We are a group of Software Engineers with a dream. This dream is of providing people with great tools to create an online presence, and do so with no technical knowledge. We also would like to NOT be evil.

<!DOCTYPE html>
I've been on a mission for the past day or so to find the most common css properties which we can add to any HTML element. Seems no one compiled a list anywhere, so here is my list:
background:
background-color (rgb, hex, name, transparent)
background-image (url location, none)
background-repeatn (x y)
background-attachment(scroll fixed)
background-position (repeat, repeat -x -y, no-repeat)
border (-top, -right, -bottom, -left):
border-width (% px em)
border-style (none, dotted, dashed, solid, double...)
border-color
font:
font-style (normal, italic, oblique)
font-variant (normal, small-caps)
font-weight (bold, bolder, lighter, normal, 100-900)
font-size (lenght, %, xx-small to xx-large)
font-family (family name eg. Arial)
//Spacing outside border
margin:
margin-top
margin-bottom
margin-right
margin-left
//spacing inside border, aka padding within
padding:
padding-top
padding-bottom
padding-right
padding-left
Technically these properties exist, but Automagical will most likely isolate this from the user:
position
top
right
left
bottom
float
Sure, two. You can input a URL and it'll scrape it for JSON and parse that.
An example URL to test: http://www.reddit.com/r/programming/comments/9szpc/jsonlint_a_handy_json_validator_and_reformatter.jsonAdditionally, JSON Lint can also be used as a json compressor if you add ?reformat=compress to the URL.
This is similar to the beautify JS tool found. Neat is a WIN!
This little beautifier will reformat and reindent bookmarklets, ugly javascript, unpack scripts packed by the popular Dean Edward's packer, as well as deobfuscate scripts processed by javascriptobfuscator.com.
This thing will make our JS development so much better. We need this well formatted.
I've been coding all our CSS lately and one of the issues i think we'll run into into for multiple users is screen resolutions. Our WYSIWYG environment should scale properly. As some web designers/developers know, this can be a nightmare. I was recently trying to calculate the viewable are in my browser. I came across this tool which reports what the screen resolution is and what the current viewable are is in the browser.
Enjoy!
I created some buttons with this site in order to represent the cells. I then added a border to the GIFs and used rounded corners in order to beautify the look. Check it out.
Although i've never heard of Håkon Wium Lie, i found his talk on the next 12 months in CSS and HTML interesting. Certainly a huge achievement proposing and getting approval for CSS standards. It's 16 years old!!! Further research would need to be done to find out what 30 elements of CSS are currently being worked on and their progress. He mentions only a few will make it to final SPEC.
Filip Mares
I found this link on a tutorial to effectively make a region horizontally scrollable according to mousemove events.
It seems like a nice solution and I've currently implemented it in the Selector toolbar region for icons. I noticed however that when there are a large amount of icons, scrolling in this manner can become a bit "tedious" so I tried to keep my javascript code as tiny as possible so it can easily be removed if needed.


### What the task requires
Among the entries below, please repeat exactly and only the lines from the line containing "pyautogui.click(x=<x>, y=<y>)" to the line containing "This screenshot has height=505, width=548.", both lines included.

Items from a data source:
· · · · ·

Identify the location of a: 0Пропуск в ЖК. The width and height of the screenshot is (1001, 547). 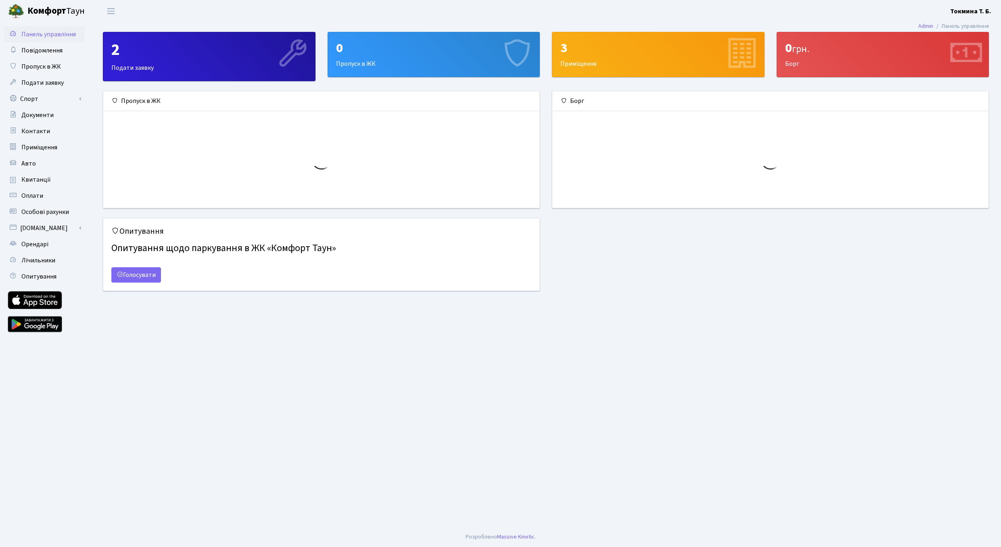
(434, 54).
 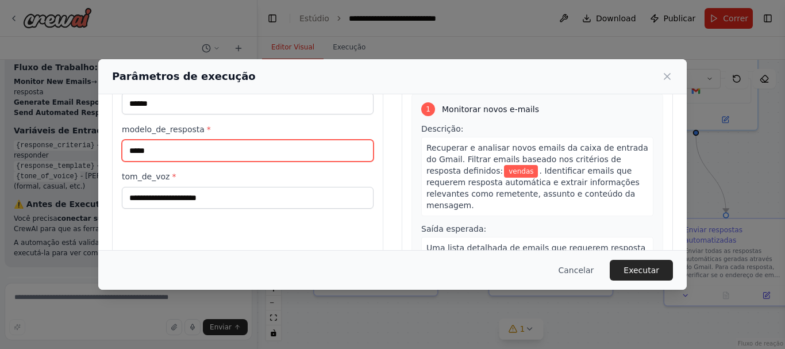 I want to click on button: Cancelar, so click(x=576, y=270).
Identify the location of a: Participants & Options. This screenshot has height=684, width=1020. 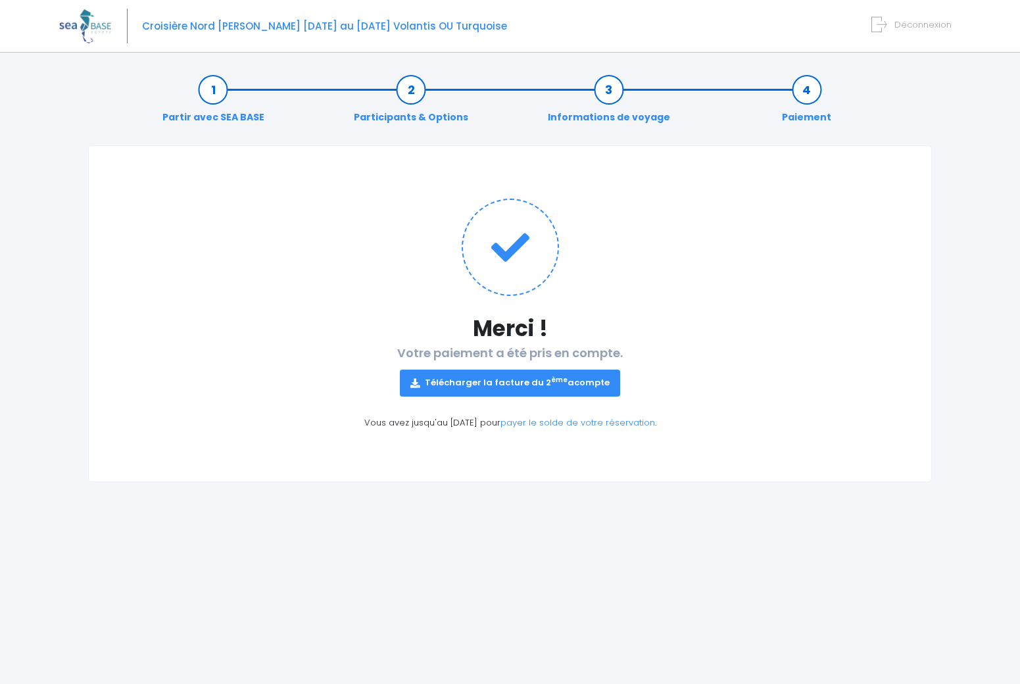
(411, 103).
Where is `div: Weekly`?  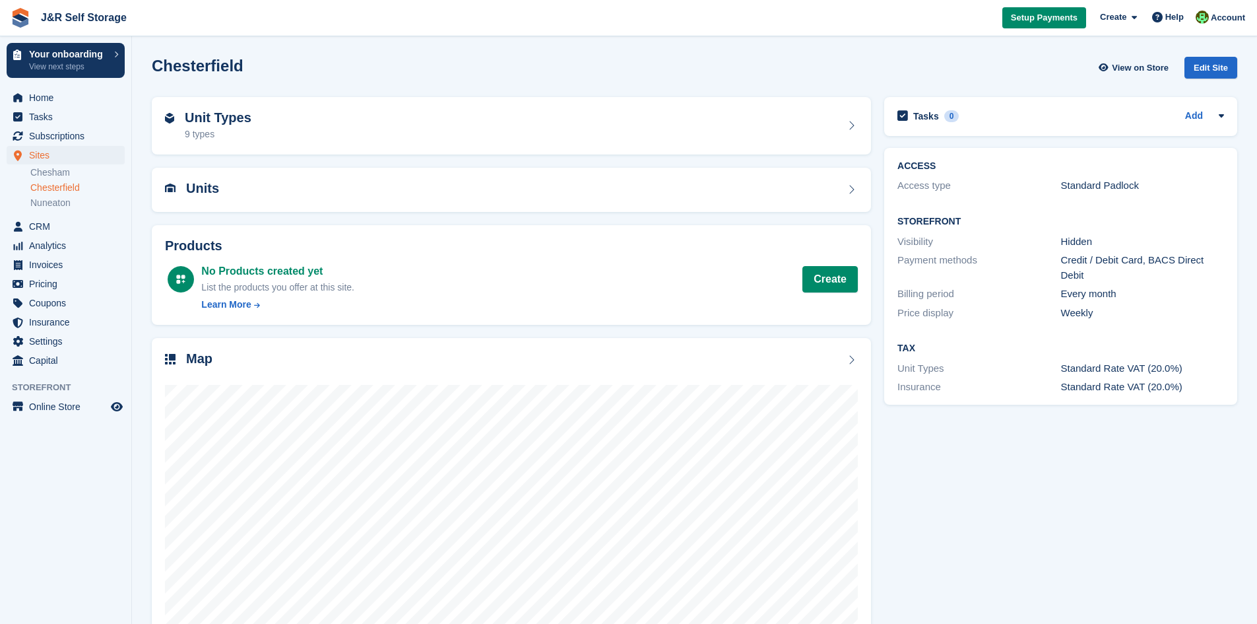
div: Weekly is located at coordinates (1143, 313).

· · · · ·

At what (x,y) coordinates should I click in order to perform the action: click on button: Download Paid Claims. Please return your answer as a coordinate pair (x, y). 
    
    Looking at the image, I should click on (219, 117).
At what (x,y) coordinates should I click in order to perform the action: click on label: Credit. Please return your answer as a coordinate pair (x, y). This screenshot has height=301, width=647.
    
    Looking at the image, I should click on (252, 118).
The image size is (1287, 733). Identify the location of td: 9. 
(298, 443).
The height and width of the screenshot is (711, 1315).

· · · · ·

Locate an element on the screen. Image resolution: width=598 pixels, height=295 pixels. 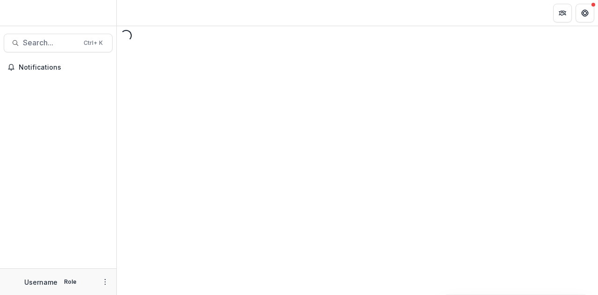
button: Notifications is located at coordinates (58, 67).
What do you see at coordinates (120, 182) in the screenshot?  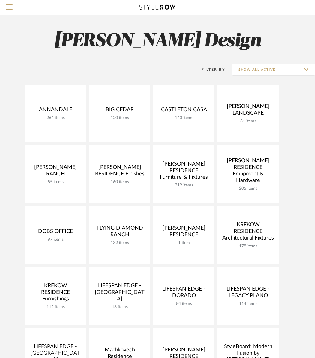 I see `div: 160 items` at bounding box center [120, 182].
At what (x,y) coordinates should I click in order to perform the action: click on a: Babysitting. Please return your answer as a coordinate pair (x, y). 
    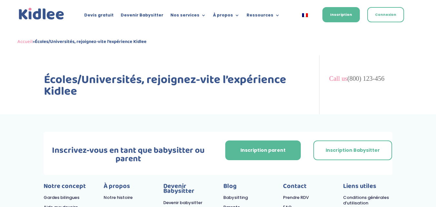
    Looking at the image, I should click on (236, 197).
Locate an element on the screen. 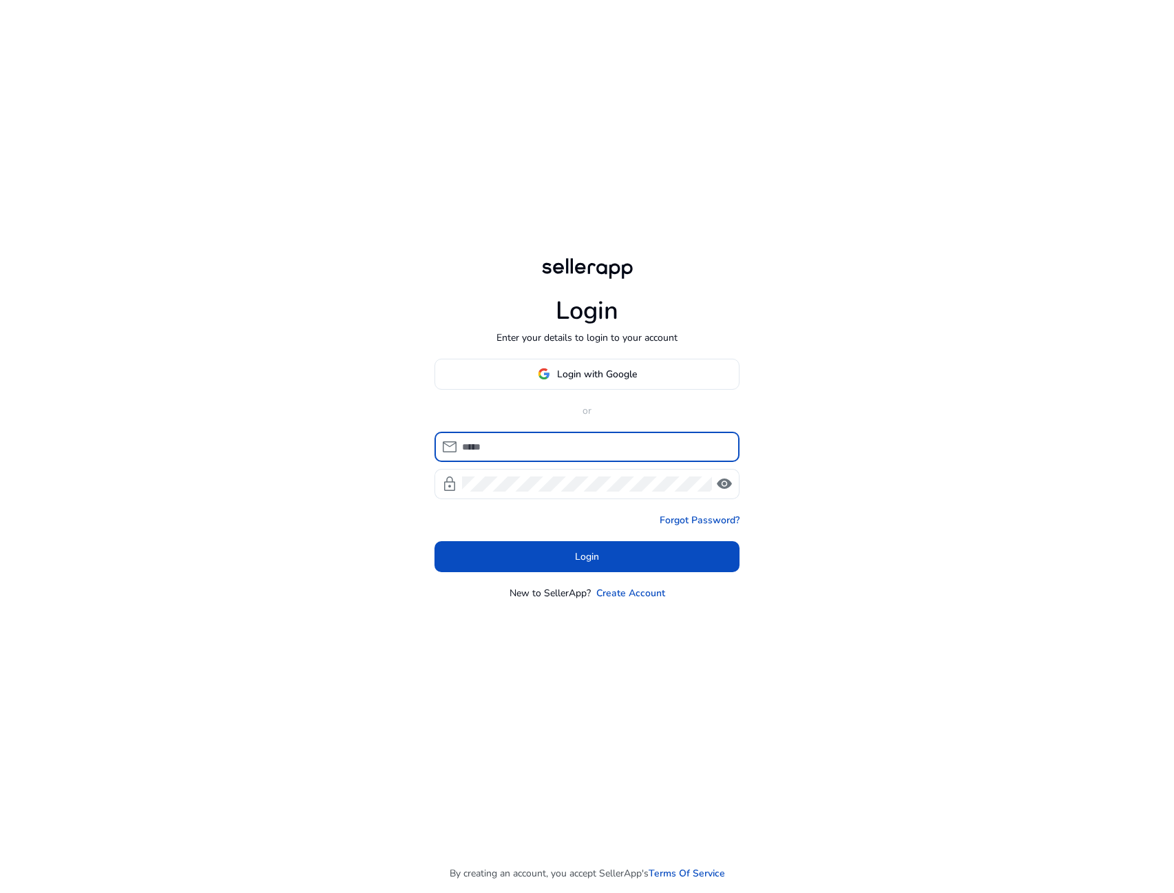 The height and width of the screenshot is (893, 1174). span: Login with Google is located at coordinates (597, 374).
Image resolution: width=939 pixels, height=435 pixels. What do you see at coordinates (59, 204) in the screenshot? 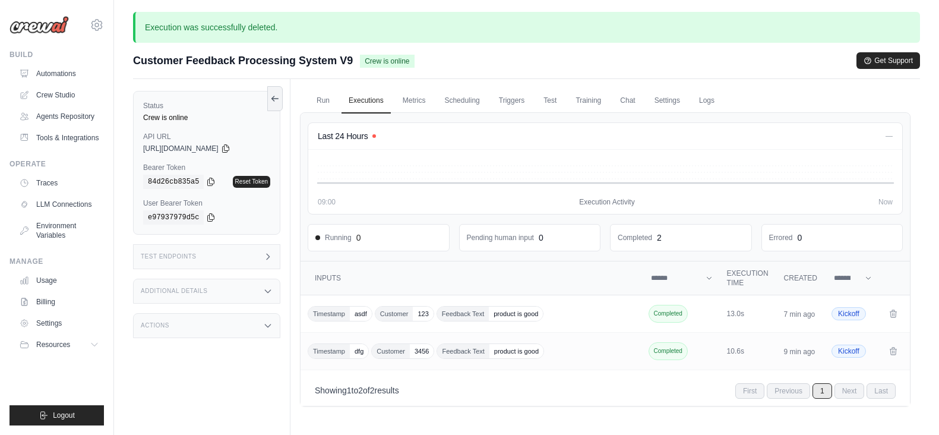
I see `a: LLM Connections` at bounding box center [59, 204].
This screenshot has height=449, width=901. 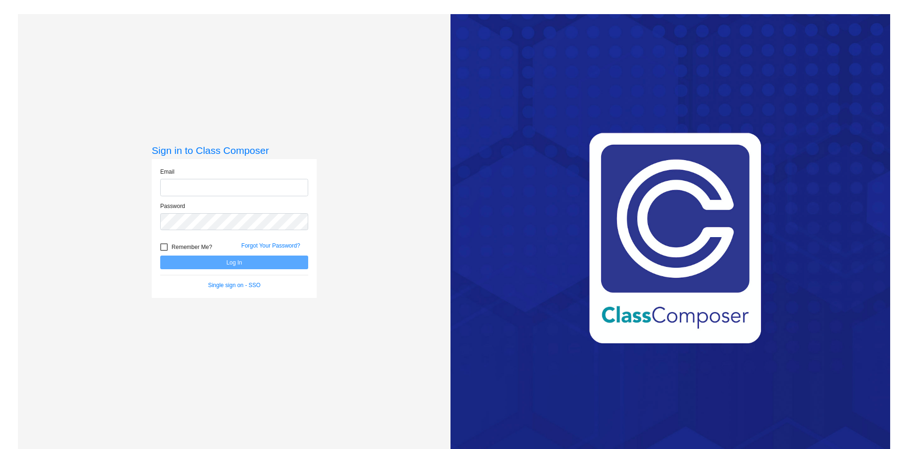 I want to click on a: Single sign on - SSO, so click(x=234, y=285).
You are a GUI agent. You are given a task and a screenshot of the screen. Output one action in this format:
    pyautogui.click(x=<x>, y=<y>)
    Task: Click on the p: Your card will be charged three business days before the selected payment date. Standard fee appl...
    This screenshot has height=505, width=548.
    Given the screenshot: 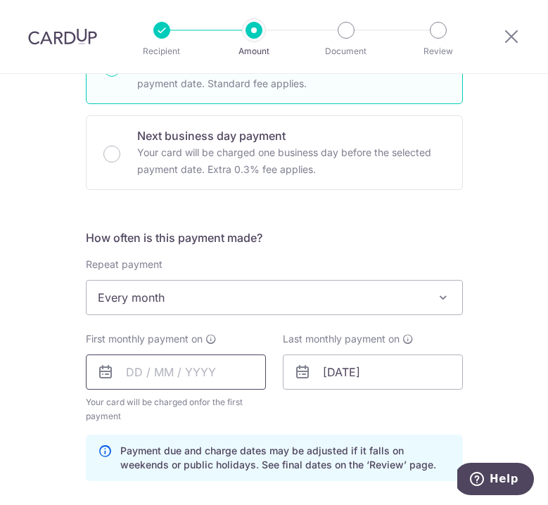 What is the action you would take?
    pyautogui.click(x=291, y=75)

· · · · ·

### Response
    pyautogui.click(x=<x>, y=<y>)
    Task: Click on the p: Your card will be charged three business days before the selected payment date. Standard fee appl...
    This screenshot has height=505, width=548.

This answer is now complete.